OneDeskSolution manages dental practice VAT — therapeutic vs. cosmetic classification reviews, POS system configuration, quarterly VAT 201 returns, insurance billing reconciliation, and Corporate Tax filing. Focus on your patients, we'll handle the tax. Contact us today.
🏛7. Corporate Tax for Dental Clinics
| Clinic Structure | CT Rate | Conditions | Key CT Actions |
|---|---|---|---|
| Small dental practice (revenue < AED 3M) | 0% (SBR election) | Annual revenue below AED 3M; SBR election in CT return — cannot be QFZP simultaneously | Actively elect SBR in each CT 201 return; CT registration mandatory regardless; VAT registration may still apply |
| Established dental clinic / group (mainland) | 9% above AED 375K profit | Standard CT rules; IFRS-based taxable income; non-deductible add-backs | Quarterly CT provision; annual CT 201 return; entertainment add-back; statutory audit coordination |
| DHCC / free zone dental clinic (QFZP) | 0% on qualifying income | Qualifying income >95%; UAE substance; TP on intercompany arrangements | Annual QFZP election; income split monitoring; substance documentation |
| Individual dentist (natural person) | 0% personal income tax | Individual providing dental services — no personal income tax in UAE | VAT registration if revenue > AED 375K; no CT for natural persons below corporate entity |
💡 Key CT Deductible Expenses — Dental Clinics
- Dentist and staff salaries + EOSB accrual: All dentist, dental hygienist, nurse, reception staff, and management salaries — fully deductible including housing allowance, health insurance, End of Service Benefit accrual (21 days per year for first 5 years, 30 days thereafter), and visa and Emirates ID costs
- Dental materials and consumables: Composites, amalgam, impression materials, local anaesthetic, gloves, masks, sterilisation supplies — all deductible as cost of sales in the period incurred
- Dental equipment depreciation (IAS 16): Dental chairs, x-ray units, autoclaves, CBCT scanners, CAD/CAM systems — depreciated under IAS 16 over useful life (typically 5–10 years).

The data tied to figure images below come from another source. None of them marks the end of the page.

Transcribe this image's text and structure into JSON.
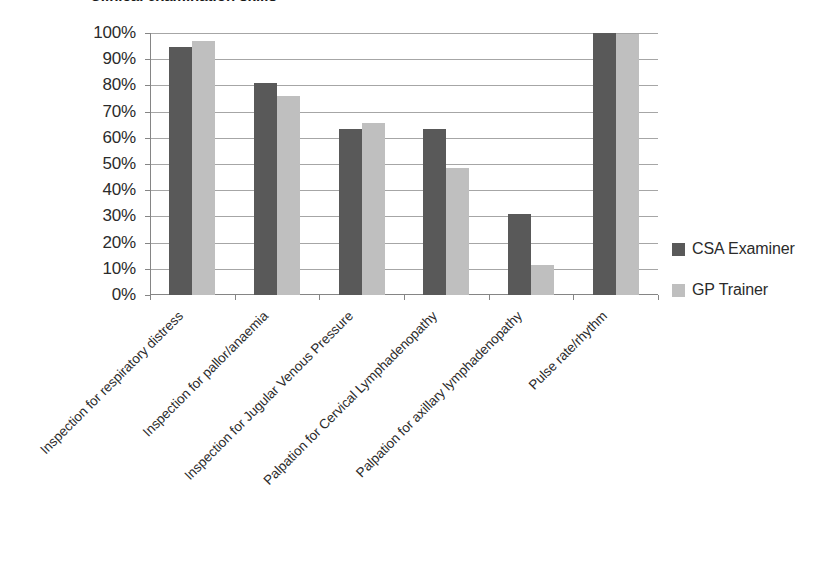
{
  "chart_data": {
    "type": "bar",
    "title": "",
    "xlabel": "",
    "ylabel": "",
    "ylim": [
      0,
      100
    ],
    "ytick_labels": [
      "100%",
      "90%",
      "80%",
      "70%",
      "60%",
      "50%",
      "40%",
      "30%",
      "20%",
      "10%",
      "0%"
    ],
    "ytick_values": [
      100,
      90,
      80,
      70,
      60,
      50,
      40,
      30,
      20,
      10,
      0
    ],
    "grid": true,
    "legend_position": "right",
    "categories": [
      "Inspection for respiratory distress",
      "Inspection for pallor/anaemia",
      "Inspection for Jugular Venous Pressure",
      "Palpation for Cervical Lymphadenopathy",
      "Palpation for axillary lymphadenopathy",
      "Pulse rate/rhythm"
    ],
    "series": [
      {
        "name": "CSA Examiner",
        "color": "#595959",
        "values": [
          94.5,
          81,
          63.5,
          63.5,
          31,
          100
        ]
      },
      {
        "name": "GP Trainer",
        "color": "#bfbfbf",
        "values": [
          97,
          76,
          65.5,
          48.5,
          11.5,
          99.5
        ]
      }
    ]
  },
  "legend": {
    "items": [
      {
        "label": "CSA Examiner",
        "swatch": "#595959"
      },
      {
        "label": "GP Trainer",
        "swatch": "#bfbfbf"
      }
    ]
  },
  "title_fragment": "Clinical examination skills"
}
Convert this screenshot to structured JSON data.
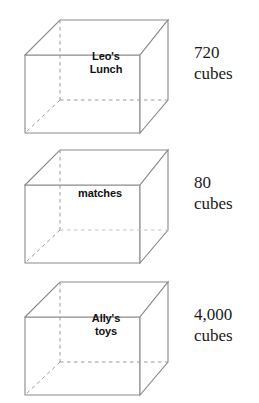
{
  "figure": {
    "title": "",
    "stroke_color": "#8a8a8a",
    "hidden_edge_color": "#9a9a9a",
    "face_color": "#ffffff",
    "background": "#ffffff",
    "shape_type": "rectangular prism",
    "boxes": [
      {
        "label": "Leo's\nLunch",
        "label_lines": [
          "Leo's",
          "Lunch"
        ],
        "count_value": "720",
        "count_unit": "cubes",
        "count_text": "720\ncubes"
      },
      {
        "label": "matches",
        "label_lines": [
          "matches"
        ],
        "count_value": "80",
        "count_unit": "cubes",
        "count_text": "80\ncubes"
      },
      {
        "label": "Ally's\ntoys",
        "label_lines": [
          "Ally's",
          "toys"
        ],
        "count_value": "4,000",
        "count_unit": "cubes",
        "count_text": "4,000\ncubes"
      }
    ]
  }
}
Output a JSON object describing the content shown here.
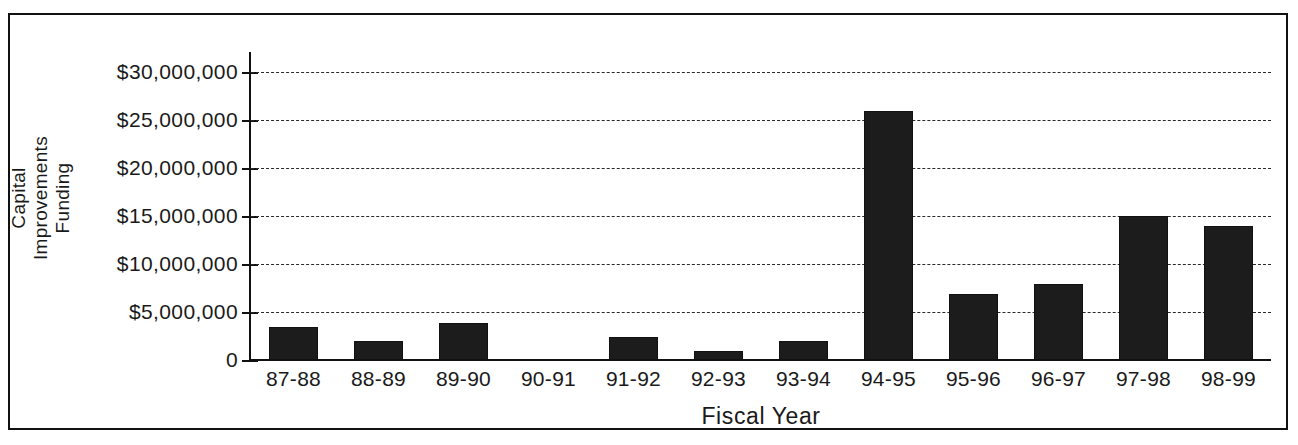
{
  "chart_data": {
    "type": "bar",
    "title": "",
    "xlabel": "Fiscal Year",
    "ylabel": "Capital Improvements Funding",
    "ylabel_lines": [
      "Capital Improvements",
      "Funding"
    ],
    "categories": [
      "87-88",
      "88-89",
      "89-90",
      "90-91",
      "91-92",
      "92-93",
      "93-94",
      "94-95",
      "95-96",
      "96-97",
      "97-98",
      "98-99"
    ],
    "values": [
      3400000,
      2000000,
      3900000,
      0,
      2400000,
      900000,
      2000000,
      25900000,
      6900000,
      7900000,
      15000000,
      14000000
    ],
    "ylim": [
      0,
      30000000
    ],
    "ytick_values": [
      30000000,
      25000000,
      20000000,
      15000000,
      10000000,
      5000000,
      0
    ],
    "ytick_labels": [
      "$30,000,000",
      "$25,000,000",
      "$20,000,000",
      "$15,000,000",
      "$10,000,000",
      "$5,000,000",
      "0"
    ],
    "grid": true,
    "grid_style": "dashed",
    "legend": false,
    "bar_color": "#1c1c1c",
    "axis_color": "#111111",
    "background": "#ffffff",
    "frame": true
  }
}
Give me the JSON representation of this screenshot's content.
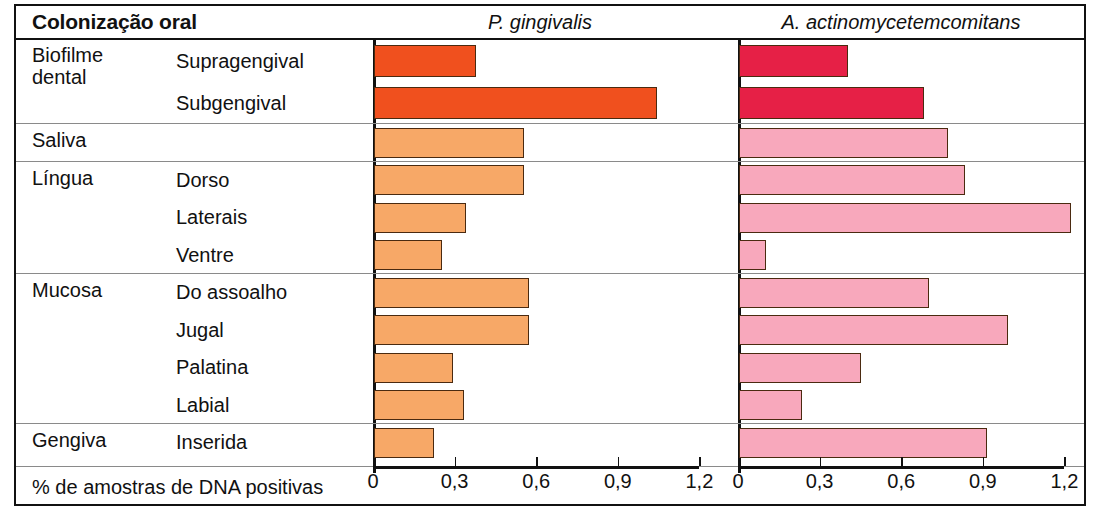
{
  "header": {
    "title": "Colonização oral",
    "species": [
      "P. gingivalis",
      "A. actinomycetemcomitans"
    ]
  },
  "axis": {
    "caption": "% de amostras de DNA positivas",
    "ticks": [
      "0",
      "0,3",
      "0,6",
      "0,9",
      "1,2"
    ],
    "tickvalues": [
      0,
      0.3,
      0.6,
      0.9,
      1.2
    ],
    "min": 0,
    "max": 1.2
  },
  "colors": {
    "biofilm_pg": "#F0501E",
    "other_pg": "#F7A867",
    "biofilm_aa": "#E62046",
    "other_aa": "#F8A8BC",
    "bar_outline": "#4a2a10",
    "frame": "#111111",
    "separator": "#8a8a8a"
  },
  "groups": [
    {
      "category": "Biofilme dental",
      "rows": [
        {
          "sublabel": "Supragengival",
          "pg": 0.375,
          "aa": 0.4
        },
        {
          "sublabel": "Subgengival",
          "pg": 1.04,
          "aa": 0.68
        }
      ]
    },
    {
      "category": "Saliva",
      "rows": [
        {
          "sublabel": "",
          "pg": 0.55,
          "aa": 0.77
        }
      ]
    },
    {
      "category": "Língua",
      "rows": [
        {
          "sublabel": "Dorso",
          "pg": 0.55,
          "aa": 0.83
        },
        {
          "sublabel": "Laterais",
          "pg": 0.34,
          "aa": 1.22
        },
        {
          "sublabel": "Ventre",
          "pg": 0.25,
          "aa": 0.1
        }
      ]
    },
    {
      "category": "Mucosa",
      "rows": [
        {
          "sublabel": "Do assoalho",
          "pg": 0.57,
          "aa": 0.7
        },
        {
          "sublabel": "Jugal",
          "pg": 0.57,
          "aa": 0.99
        },
        {
          "sublabel": "Palatina",
          "pg": 0.29,
          "aa": 0.45
        },
        {
          "sublabel": "Labial",
          "pg": 0.33,
          "aa": 0.23
        }
      ]
    },
    {
      "category": "Gengiva",
      "rows": [
        {
          "sublabel": "Inserida",
          "pg": 0.22,
          "aa": 0.91
        }
      ]
    }
  ],
  "chart_data": {
    "type": "bar",
    "title": "Colonização oral",
    "xlabel": "% de amostras de DNA positivas",
    "ylabel": "",
    "xlim": [
      0,
      1.2
    ],
    "grid": false,
    "orientation": "horizontal",
    "legend": "none",
    "panels": [
      "P. gingivalis",
      "A. actinomycetemcomitans"
    ],
    "categories": [
      "Biofilme dental – Supragengival",
      "Biofilme dental – Subgengival",
      "Saliva",
      "Língua – Dorso",
      "Língua – Laterais",
      "Língua – Ventre",
      "Mucosa – Do assoalho",
      "Mucosa – Jugal",
      "Mucosa – Palatina",
      "Mucosa – Labial",
      "Gengiva – Inserida"
    ],
    "series": [
      {
        "name": "P. gingivalis",
        "values": [
          0.375,
          1.04,
          0.55,
          0.55,
          0.34,
          0.25,
          0.57,
          0.57,
          0.29,
          0.33,
          0.22
        ]
      },
      {
        "name": "A. actinomycetemcomitans",
        "values": [
          0.4,
          0.68,
          0.77,
          0.83,
          1.22,
          0.1,
          0.7,
          0.99,
          0.45,
          0.23,
          0.91
        ]
      }
    ],
    "xticks": [
      0,
      0.3,
      0.6,
      0.9,
      1.2
    ],
    "xticklabels": [
      "0",
      "0,3",
      "0,6",
      "0,9",
      "1,2"
    ]
  }
}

Annual depreciation charge is CT-deductible
- Clinic rent and facility costs: Clinic lease, utilities, maintenance, clinic fit-out amortisation — all deductible
- Professional indemnity insurance: Mandatory PI insurance for DHA-licensed dentists — fully deductible
- Client entertainment (50% non-deductible): Patient/referrer gifts, hospitality events — only 50% deductible under UAE CT rules. Tag entertainment separately in your Chart of Accounts
- DHA fines and regulatory penalties (0% deductible): Any regulatory fines from DHA, MOHAP, or DHCC — fully non-deductible. Add back 100% in CT return
- Continuing education and CPD costs: Dental conferences, specialist training, CPD courses — deductible where directly related to maintaining dental skills and DHA CPD requirements
💼8. Dentist Salary & Drawings Structure — Tax Treatment
| Ownership Structure | Remuneration Type | UAE Personal Tax | CT Deductibility for Clinic | Optimal Approach |
|---|---|---|---|---|
| Sole owner — UAE LLC clinic | Owner-director salary (employment contract) | 0% personal income tax | Deductible if arm's-length and employment contract exists | Set a market-rate dentist salary to reduce clinic CT taxable income; document with employment contract |
| Sole owner — UAE LLC clinic | Profit distribution / dividend | 0% personal income tax | Not deductible — post-tax profit distribution | Blend salary (deductible) + dividend (not deductible) based on CT planning; seek advice for optimal split |
| Multi-partner dental group (LLC) | Partner salary + profit share | 0% personal income tax on both | Salary deductible; profit share not deductible from LLC | Document each partner's clinical role and salary basis; ensure arm's-length remuneration |
| Individual dentist (sole practitioner) | Personal income from practice | 0% personal income tax | N/A — individual, not corporate entity | VAT registration required if revenue > AED 375K; no CT at individual level |
| Associate dentist (employed) | Salary + commission | 0% personal income tax | Fully deductible employment cost | Ensure associate dentist commission arrangements are clearly documented in employment contract for CT and labour law compliance |
UAE's Genuine Advantage for Dental Practice Owners: The combination of 0% personal income tax on salary, drawings, dividends, and profit distributions — and 0% Capital Gains Tax on future practice sale proceeds — makes the UAE one of the world's most tax-efficient jurisdictions for dental practice ownership. A dental practice owner drawing AED 1.5 million per year from their clinic pays 0% UAE personal tax on that entire amount. The CT obligation is at the entity (clinic) level — potentially 0% via Small Business Relief for smaller practices or 9% for established clinics, but always only on the entity's taxable profits, not on the owner's personal receipts.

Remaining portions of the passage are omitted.